Tonight, in New York City, Bryan Danielson and Nigel McGuinness will meet for one last time in a ROH ring before the both head off for WWE. Should they ever wrestle in WWE, it is unlikely that they will have a match close to the quality of matches they have had in ROH over the past three years. Let's look back at this classic ROH rivalry.

2006: McGuinness chases Danielson

Although Danielson has been with ROH since the first show in February 2002 (aside from some short hiatuses for overseas tours or injuries), and McGuinness joined the promotion in mid-2003, they managed to avoid crossing paths until April 2006. At this time, Danielson was seven months into his ROH World Title run, and McGuinness had held the ROH Pure Title (then the number two singles title) for eight months. Danielson was a babyface but was starting to tease a heel turn, while McGuinness was playing a dirty heel who regularly cheated to hang on to his title.
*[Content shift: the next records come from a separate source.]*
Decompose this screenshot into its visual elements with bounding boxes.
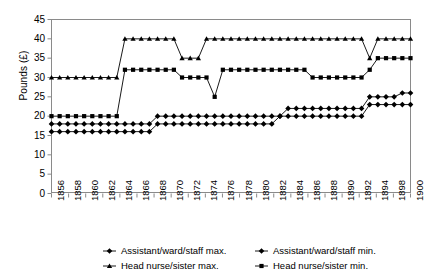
x-tick-label: 1900	[415, 179, 425, 200]
chart-figure: Pounds (£) 051015202530354045 1856185818…	[0, 0, 442, 276]
x-tick-label: 1856	[56, 179, 66, 200]
x-tick-label: 1890	[346, 179, 356, 200]
x-tick-label: 1876	[226, 179, 236, 200]
legend-entry: Head nurse/sister min.	[255, 260, 407, 271]
x-tick-label: 1888	[329, 179, 339, 200]
legend-label: Assistant/ward/staff min.	[273, 245, 376, 256]
x-tick-label: 1892	[363, 179, 373, 200]
diamond-marker-icon	[255, 246, 268, 256]
x-tick-label: 1872	[192, 179, 202, 200]
legend-entry: Assistant/ward/staff min.	[255, 245, 407, 256]
legend-label: Head nurse/sister max.	[121, 260, 219, 271]
x-tick-label: 1862	[107, 179, 117, 200]
x-tick-label: 1882	[278, 179, 288, 200]
chart-legend: Assistant/ward/staff max.Assistant/ward/…	[103, 243, 403, 273]
x-tick-label: 1880	[261, 179, 271, 200]
x-tick-label: 1866	[141, 179, 151, 200]
x-tick-label: 1874	[209, 179, 219, 200]
x-tick-label: 1878	[244, 179, 254, 200]
x-tick-label: 1864	[124, 179, 134, 200]
diamond-marker-icon	[103, 246, 116, 256]
x-tick-label: 1858	[73, 179, 83, 200]
legend-entry: Assistant/ward/staff max.	[103, 245, 255, 256]
x-axis-tick-labels: 1856185818601862186418661868187018721874…	[0, 0, 442, 276]
x-tick-label: 1884	[295, 179, 305, 200]
x-tick-label: 1860	[90, 179, 100, 200]
x-tick-label: 1886	[312, 179, 322, 200]
legend-entry: Head nurse/sister max.	[103, 260, 255, 271]
legend-label: Assistant/ward/staff max.	[121, 245, 226, 256]
x-tick-label: 1898	[397, 179, 407, 200]
legend-label: Head nurse/sister min.	[273, 260, 368, 271]
triangle-marker-icon	[103, 261, 116, 271]
x-tick-label: 1870	[175, 179, 185, 200]
x-tick-label: 1868	[158, 179, 168, 200]
square-marker-icon	[255, 261, 268, 271]
x-tick-label: 1894	[380, 179, 390, 200]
For their first match, ROH built up a title unification match at Weekend of Champions Night 2 in Cleveland. The match was fought under Pure Title rules. Among the Pure Title rules was the stipulation that the Pure Title could change hands on a disqualification of count out. The match was outstanding. Danielson and McGuinness are two of the best technical wrestlers in the world and they put on a mat wrestling clinic in the early part of the match. The match built logically as they slowly began working in strikes, high-impact moves and submissions and reached a thrilling crescendo when the action spilled to the floor. With the help of a chair shot, McGuinness made it back into the ring at the count of 19 to win by count out and retain the Pure Title, but not win the World Title.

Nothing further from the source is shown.